NEWTON’S TEXTBOOK OF LOGIC

Logicae artis compendium

Oxford: Leon, Lichfield, 1680. 8vo. [vi], 304 pp. Ninth ed. Woodcut diagrams, headpiece, and initials. Contemporary calf, spine rubbed, otherwise a very nice copy. From the library of Thomas Smith, with his manuscript annotations on the title and last page. Item #16187

NEWTON’S TEXTBOOK OF LOGIC. Ninth edition of Sanderson’s excellent textbook of logic, one of the most important tools used by seventeenth-century Cambridge and Oxford students (including John Locke). First published in 1615, it enjoyed at least ten editions during the seventeenth century. Divided into three parts, the first contains a discussion on predicables and the ten Aristotelian categories; the second part treats propositions, especially concerned with the medieval notions of supposition, ampliation, restriction and exponible propositions; and the third is a discourse on the nature of arguments. This work, the result of lectures Sanderson gave at Lincoln College, remained popular as a standard treatise on the subject even after the appearance of the influential Port-Royal Logic.

Sanderson (1587-1662) was an English theologian. He became a fellow of Lincoln College in Oxford in 1600 and reader in Logic. He was also Bishop of Lincoln. In her introduction to the 1985 facsimile edition E. J. Ashworth writes that “The young Isaac Newton studied Sanderson’s logic at Cambridge.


• [Your assignment]: Show each line of the data below that has the string "right" in it.

======== Data supplied

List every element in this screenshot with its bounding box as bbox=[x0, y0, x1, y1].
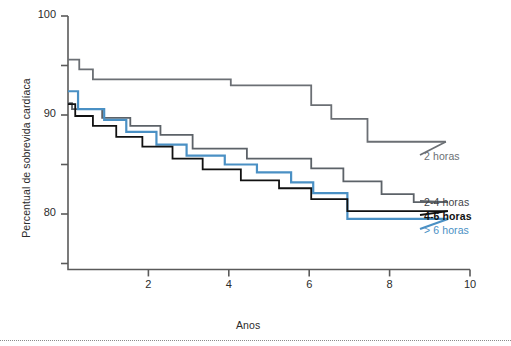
y-tick-label: 80 bbox=[12, 206, 56, 218]
x-tick-label: 10 bbox=[450, 278, 490, 290]
y-axis-title: Percentual de sobrevida cardíaca bbox=[20, 58, 32, 258]
series-line--6-horas bbox=[68, 91, 448, 219]
x-tick-label: 6 bbox=[289, 278, 329, 290]
x-tick-label: 2 bbox=[128, 278, 168, 290]
footer-divider bbox=[0, 340, 511, 341]
series-line-2-horas bbox=[68, 60, 446, 142]
x-axis-title: Anos bbox=[236, 319, 260, 331]
x-tick-label: 8 bbox=[370, 278, 410, 290]
legend-label-2-horas: 2 horas bbox=[424, 150, 460, 162]
axis-spine bbox=[68, 16, 470, 269]
survival-curve-plot bbox=[0, 0, 511, 346]
legend-label-2-4-horas: 2-4 horas bbox=[424, 196, 469, 208]
x-tick-label: 4 bbox=[209, 278, 249, 290]
y-tick-label: 90 bbox=[12, 107, 56, 119]
legend-label--6-horas: > 6 horas bbox=[424, 224, 469, 236]
y-tick-label: 100 bbox=[12, 8, 56, 20]
series-line-2-4-horas bbox=[68, 103, 448, 202]
legend-label-4-6-horas: 4-6 horas bbox=[424, 210, 472, 222]
chart-figure: Percentual de sobrevida cardíaca Anos 10… bbox=[0, 0, 511, 346]
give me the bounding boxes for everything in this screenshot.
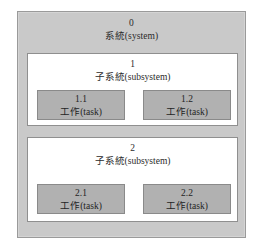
system-name: 系統(system): [18, 30, 245, 43]
task-index-1-2: 1.2: [144, 93, 230, 106]
subsystem-name-1: 子系統(subsystem): [28, 71, 237, 84]
task-row-2: 2.1 工作(task) 2.2 工作(task): [28, 184, 237, 214]
task-index-2-1: 2.1: [38, 187, 124, 200]
task-name-1-2: 工作(task): [144, 106, 230, 119]
task-index-1-1: 1.1: [38, 93, 124, 106]
system-box: 0 系統(system) 1 子系統(subsystem) 1.1 工作(tas…: [17, 11, 246, 238]
task-name-1-1: 工作(task): [38, 106, 124, 119]
subsystem-label-2: 2 子系統(subsystem): [28, 142, 237, 167]
system-hierarchy-diagram: 0 系統(system) 1 子系統(subsystem) 1.1 工作(tas…: [0, 0, 260, 249]
task-box-1-1: 1.1 工作(task): [37, 90, 125, 120]
subsystem-name-2: 子系統(subsystem): [28, 155, 237, 168]
task-name-2-1: 工作(task): [38, 200, 124, 213]
subsystem-label-1: 1 子系統(subsystem): [28, 58, 237, 83]
subsystem-index-1: 1: [28, 58, 237, 71]
task-box-1-2: 1.2 工作(task): [143, 90, 231, 120]
task-index-2-2: 2.2: [144, 187, 230, 200]
subsystem-box-1: 1 子系統(subsystem) 1.1 工作(task) 1.2 工作(tas…: [27, 53, 238, 126]
subsystem-index-2: 2: [28, 142, 237, 155]
task-box-2-2: 2.2 工作(task): [143, 184, 231, 214]
task-box-2-1: 2.1 工作(task): [37, 184, 125, 214]
system-label: 0 系統(system): [18, 17, 245, 42]
subsystem-box-2: 2 子系統(subsystem) 2.1 工作(task) 2.2 工作(tas…: [27, 137, 238, 222]
system-index: 0: [18, 17, 245, 30]
task-row-1: 1.1 工作(task) 1.2 工作(task): [28, 90, 237, 120]
task-name-2-2: 工作(task): [144, 200, 230, 213]
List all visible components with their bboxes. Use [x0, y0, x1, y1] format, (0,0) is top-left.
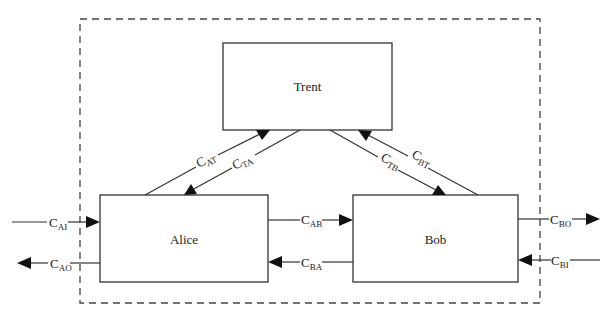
- bob-label: Bob: [425, 232, 447, 247]
- arrowhead-icon: [184, 184, 197, 195]
- trent-label: Trent: [294, 79, 322, 94]
- arrowhead-icon: [432, 185, 446, 195]
- channel-diagram: Trent Alice Bob CAI CAO CAT: [0, 0, 615, 319]
- c-ai-sub: AI: [58, 222, 68, 232]
- c-ao-sub: AO: [59, 263, 72, 273]
- edge-c-bt: CBT: [358, 130, 478, 195]
- svg-text:CBT: CBT: [409, 146, 435, 171]
- c-bo-base: C: [550, 212, 559, 227]
- c-ab-base: C: [301, 212, 310, 227]
- c-ai-base: C: [49, 215, 58, 230]
- node-alice: Alice: [100, 195, 268, 282]
- edge-c-ab: CAB: [268, 212, 353, 229]
- svg-text:CBA: CBA: [301, 255, 323, 272]
- arrowhead-icon: [268, 256, 282, 268]
- c-bo-sub: BO: [559, 219, 572, 229]
- edge-c-ba: CBA: [268, 255, 353, 272]
- c-ba-base: C: [301, 255, 310, 270]
- c-bi-base: C: [551, 253, 560, 268]
- svg-text:CBO: CBO: [550, 212, 572, 229]
- c-bi-sub: BI: [560, 260, 569, 270]
- edge-c-ai: CAI: [12, 215, 100, 232]
- arrowhead-icon: [586, 213, 600, 225]
- node-bob: Bob: [353, 195, 518, 282]
- svg-text:CBI: CBI: [551, 253, 569, 270]
- svg-text:CAO: CAO: [50, 256, 72, 273]
- alice-label: Alice: [170, 232, 198, 247]
- edge-c-ao: CAO: [17, 256, 100, 273]
- arrowhead-icon: [86, 216, 100, 228]
- node-trent: Trent: [223, 43, 392, 130]
- arrowhead-icon: [518, 254, 532, 266]
- svg-text:CAI: CAI: [49, 215, 67, 232]
- svg-text:CAB: CAB: [301, 212, 322, 229]
- svg-text:CAT: CAT: [193, 148, 219, 172]
- arrowhead-icon: [17, 257, 31, 269]
- edge-c-bo: CBO: [518, 212, 600, 229]
- edge-c-bi: CBI: [518, 253, 600, 270]
- c-ao-base: C: [50, 256, 59, 271]
- arrowhead-icon: [339, 214, 353, 226]
- c-ba-sub: BA: [310, 262, 323, 272]
- svg-text:CTA: CTA: [229, 150, 255, 175]
- c-ab-sub: AB: [310, 219, 323, 229]
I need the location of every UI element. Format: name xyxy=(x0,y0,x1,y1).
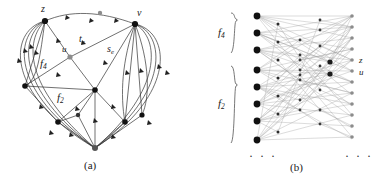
caption-panel-b: (b) xyxy=(290,162,303,173)
vertex-top-mid xyxy=(98,11,102,15)
vertex-left xyxy=(22,83,28,89)
label-z-panel-b: z xyxy=(359,56,363,65)
label-se-panel-a: se xyxy=(107,44,114,56)
label-z-panel-a: z xyxy=(41,4,45,14)
label-u-panel-a: u xyxy=(62,45,67,54)
left-node-1 xyxy=(254,13,261,20)
vertex-bottom xyxy=(92,145,98,151)
vertex-z xyxy=(42,18,48,24)
left-node-7 xyxy=(254,118,261,125)
vertex-center xyxy=(92,87,98,93)
label-v-panel-a: v xyxy=(137,8,141,18)
vertex-far-right xyxy=(139,112,144,117)
label-te-panel-a: te xyxy=(79,34,85,46)
ellipsis-left-panel-b: · · · xyxy=(249,150,277,162)
left-node-5 xyxy=(254,84,261,91)
vertex-v xyxy=(132,21,138,27)
left-node-2 xyxy=(254,30,261,37)
vertex-right-lower xyxy=(122,119,128,125)
ellipsis-right-panel-b: · · · xyxy=(345,150,373,162)
left-node-3 xyxy=(254,47,261,54)
caption-panel-a: (a) xyxy=(84,160,96,171)
vertex-inner xyxy=(76,113,80,117)
label-f4-panel-a: f4 xyxy=(40,58,47,71)
left-node-6 xyxy=(254,101,261,108)
left-node-4 xyxy=(254,67,261,74)
label-u-panel-b: u xyxy=(359,68,364,77)
left-node-8 xyxy=(254,137,261,144)
label-f4-panel-b: f4 xyxy=(218,27,225,40)
label-f2-panel-a: f2 xyxy=(57,92,64,105)
vertex-lower-left xyxy=(55,119,61,125)
vertex-u xyxy=(67,54,72,59)
label-f2-panel-b: f2 xyxy=(218,98,225,111)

================

• [Task output]:
vertex-far-right xyxy=(139,112,144,117)
vertex-right-lower xyxy=(122,119,128,125)
ellipsis-right-panel-b: · · · xyxy=(345,150,373,162)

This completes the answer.